You shall not deduct interest from loans to your countrymen, whether in money or food or anything else that can be deduced as interest, but you may deduct interest from loans to foreigners. Do not deduct interest loans to your countrymen, so that the Lord your God may bless you in all your undertakings in the land that you are about to enter and possess. (Deut. 23:20-21)

The laws about loans must be understood in the light of the simple agrarian economy of ancient Israel. There is no evidence that there was a money market of any significance, or that solvent Israelites commonly borrowed for commercial or other purposes, though a couple of passages imply that not all borrowers were poor.[1] The type of loans with which the Torah regularly deals is charitable loans to countrymen who have fallen on hard times. This is clear from the statements of the present law in Exodus and Leviticus, which explicitly refer to the borrower as impoverished.

If your kinsman being in straits, comes under your authority…do not exact from him advance or accrued interest, but fear your God.... (Leviticus 25:36-37)

If you lend money to My people, to the poor among you, do not act towards them as a creditor: exact no interest from there. (Exodus 22:24 )

Under these circumstances, lending is a moral obligation incumbent on those who can afford it, and it is to be done without further increasing the borrower's poverty by requiring interest, which could be ruinous.[2] As Josephus puts it, "It is not just to draw a revenue from the misfortunes of a fellow-countryman. Rather, in succoring his distress, you should reckon as gain the gratitude of such persons and the recompense which God has in store for an act of generosity." Lending without interest is frequently listed among important virtues and praised as an act of generosity, and exacting interest is condemned.

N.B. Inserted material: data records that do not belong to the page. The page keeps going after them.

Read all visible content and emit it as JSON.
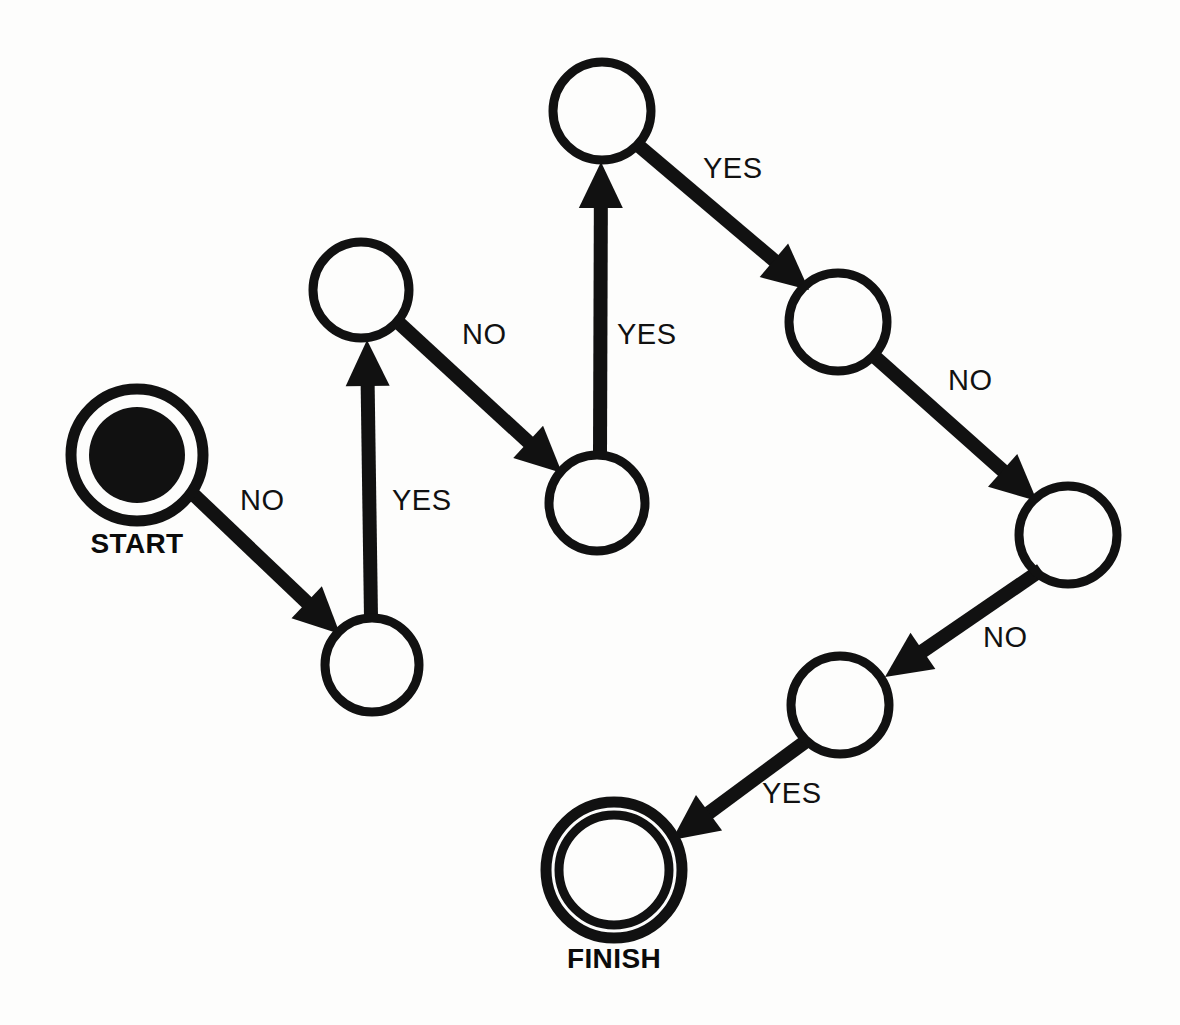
{
  "diagram": {
    "type": "flowchart",
    "background_color": "#fdfdfc",
    "ink_color": "#111111",
    "canvas": {
      "width": 1180,
      "height": 1025
    },
    "nodes": [
      {
        "id": "start",
        "label": "START",
        "shape": "double-circle-filled",
        "cx": 137,
        "cy": 455,
        "outer_r": 66,
        "inner_r": 48,
        "label_x": 137,
        "label_y": 553
      },
      {
        "id": "n2",
        "label": "",
        "shape": "circle",
        "cx": 372,
        "cy": 665,
        "outer_r": 47,
        "inner_r": 0,
        "label_x": 372,
        "label_y": 665
      },
      {
        "id": "n3",
        "label": "",
        "shape": "circle",
        "cx": 361,
        "cy": 290,
        "outer_r": 48,
        "inner_r": 0,
        "label_x": 361,
        "label_y": 290
      },
      {
        "id": "n4",
        "label": "",
        "shape": "circle",
        "cx": 597,
        "cy": 503,
        "outer_r": 48,
        "inner_r": 0,
        "label_x": 597,
        "label_y": 503
      },
      {
        "id": "n5",
        "label": "",
        "shape": "circle",
        "cx": 602,
        "cy": 111,
        "outer_r": 49,
        "inner_r": 0,
        "label_x": 602,
        "label_y": 111
      },
      {
        "id": "n6",
        "label": "",
        "shape": "circle",
        "cx": 838,
        "cy": 322,
        "outer_r": 49,
        "inner_r": 0,
        "label_x": 838,
        "label_y": 322
      },
      {
        "id": "n7",
        "label": "",
        "shape": "circle",
        "cx": 1068,
        "cy": 535,
        "outer_r": 49,
        "inner_r": 0,
        "label_x": 1068,
        "label_y": 535
      },
      {
        "id": "n8",
        "label": "",
        "shape": "circle",
        "cx": 840,
        "cy": 705,
        "outer_r": 49,
        "inner_r": 0,
        "label_x": 840,
        "label_y": 705
      },
      {
        "id": "finish",
        "label": "FINISH",
        "shape": "double-circle",
        "cx": 614,
        "cy": 870,
        "outer_r": 68,
        "inner_r": 55,
        "label_x": 614,
        "label_y": 968
      }
    ],
    "edges": [
      {
        "id": "start-to-n2",
        "from": "start",
        "to": "n2",
        "label": "NO",
        "x1": 192,
        "y1": 493,
        "x2": 340,
        "y2": 634,
        "label_x": 240,
        "label_y": 502
      },
      {
        "id": "n2-to-n3",
        "from": "n2",
        "to": "n3",
        "label": "YES",
        "x1": 371,
        "y1": 618,
        "x2": 367,
        "y2": 340,
        "label_x": 392,
        "label_y": 502
      },
      {
        "id": "n3-to-n4",
        "from": "n3",
        "to": "n4",
        "label": "NO",
        "x1": 399,
        "y1": 323,
        "x2": 562,
        "y2": 473,
        "label_x": 462,
        "label_y": 336
      },
      {
        "id": "n4-to-n5",
        "from": "n4",
        "to": "n5",
        "label": "YES",
        "x1": 600,
        "y1": 455,
        "x2": 601,
        "y2": 162,
        "label_x": 617,
        "label_y": 336
      },
      {
        "id": "n5-to-n6",
        "from": "n5",
        "to": "n6",
        "label": "YES",
        "x1": 639,
        "y1": 146,
        "x2": 809,
        "y2": 290,
        "label_x": 703,
        "label_y": 170
      },
      {
        "id": "n6-to-n7",
        "from": "n6",
        "to": "n7",
        "label": "NO",
        "x1": 874,
        "y1": 356,
        "x2": 1037,
        "y2": 501,
        "label_x": 948,
        "label_y": 382
      },
      {
        "id": "n7-to-n8",
        "from": "n7",
        "to": "n8",
        "label": "NO",
        "x1": 1041,
        "y1": 570,
        "x2": 885,
        "y2": 677,
        "label_x": 983,
        "label_y": 639
      },
      {
        "id": "n8-to-finish",
        "from": "n8",
        "to": "finish",
        "label": "YES",
        "x1": 809,
        "y1": 739,
        "x2": 672,
        "y2": 840,
        "label_x": 762,
        "label_y": 795
      }
    ],
    "legend": {
      "yes_label": "YES",
      "no_label": "NO"
    }
  }
}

Although interest-free loans are sometimes mentioned in Mesopotamian texts, no prohibition on interest is known from the ancient Near East, possibly because the sites from which we have documentation had more developed commercial economies. There is an interesting letter from Ugarit in which the writer claims that gentlemen do not demand interest of each other. Greek philosophers opposed interest, and it was periodically forbidden in early Rome. As economies developed and money began to play a more important role, the prohibition of interest became impractical, and the halakhah [religious law] devised legal means for circumventing it. Eventually the prohibition was restricted to the realm of charitable loans, in keeping with its original purpose.[3]

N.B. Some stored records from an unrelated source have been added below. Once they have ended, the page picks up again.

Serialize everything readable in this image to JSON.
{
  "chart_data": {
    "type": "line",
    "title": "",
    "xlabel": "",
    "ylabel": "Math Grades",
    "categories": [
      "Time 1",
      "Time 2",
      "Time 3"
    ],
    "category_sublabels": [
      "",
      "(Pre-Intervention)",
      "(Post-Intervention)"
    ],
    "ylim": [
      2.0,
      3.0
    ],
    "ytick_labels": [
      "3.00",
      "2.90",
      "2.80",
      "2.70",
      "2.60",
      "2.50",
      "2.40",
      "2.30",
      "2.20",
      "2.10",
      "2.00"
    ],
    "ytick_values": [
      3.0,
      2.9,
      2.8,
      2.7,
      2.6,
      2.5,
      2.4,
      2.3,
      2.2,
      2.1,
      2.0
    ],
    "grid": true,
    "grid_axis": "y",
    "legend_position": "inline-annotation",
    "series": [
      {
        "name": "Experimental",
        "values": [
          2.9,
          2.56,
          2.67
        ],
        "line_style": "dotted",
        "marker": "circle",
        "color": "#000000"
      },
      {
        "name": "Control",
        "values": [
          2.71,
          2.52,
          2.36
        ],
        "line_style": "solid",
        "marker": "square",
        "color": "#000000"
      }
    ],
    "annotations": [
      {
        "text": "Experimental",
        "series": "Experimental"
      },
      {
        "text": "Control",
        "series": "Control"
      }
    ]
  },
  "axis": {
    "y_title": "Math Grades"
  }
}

Since Exodus 22:24 and Leviticus 25:35-37 refer to loans to the poor [unlike the verse in Deuteronomy], some scholars believe that interest was first prohibited only on loans to them, and that Deuteronomy is the first to protect all Israelite borrowers from interest. However, non-legal passages consistently regard the taking of interest from one's countryman as wrong, without differentiating between solvent and poor borrowers, and it is unlikely that exacting interest from solvent people, on the rare occasion when they might borrow, was ever acceptable. Most likely Exodus and Leviticus specify the poor simply because it was they who normally borrowed.

sources

[1] Exod. 22:24; Deut. 24:2 [back]
[2] Rates of 20 to 25 percent for silver and 33 1/3 to 50 percent for grain were common in the ancient Near East, and higher rates were known. [back]
[3] With the development of a money economy, industry, and trade, Jewish practice evolved — albeit against long resistance — a legal fiction known as hetter iska, whereby a loan is contracted in the form of a partnership. Although this procedure is considered legitimate for business transactions and investments, loans to a person in need are still required to be free of interest. [back]

sources

Jeffrey H. Tigay, editor and commentator, The JPS Torah Commentary: Deuteronomy (Philadelphia: Jewish Publication Society, 1996).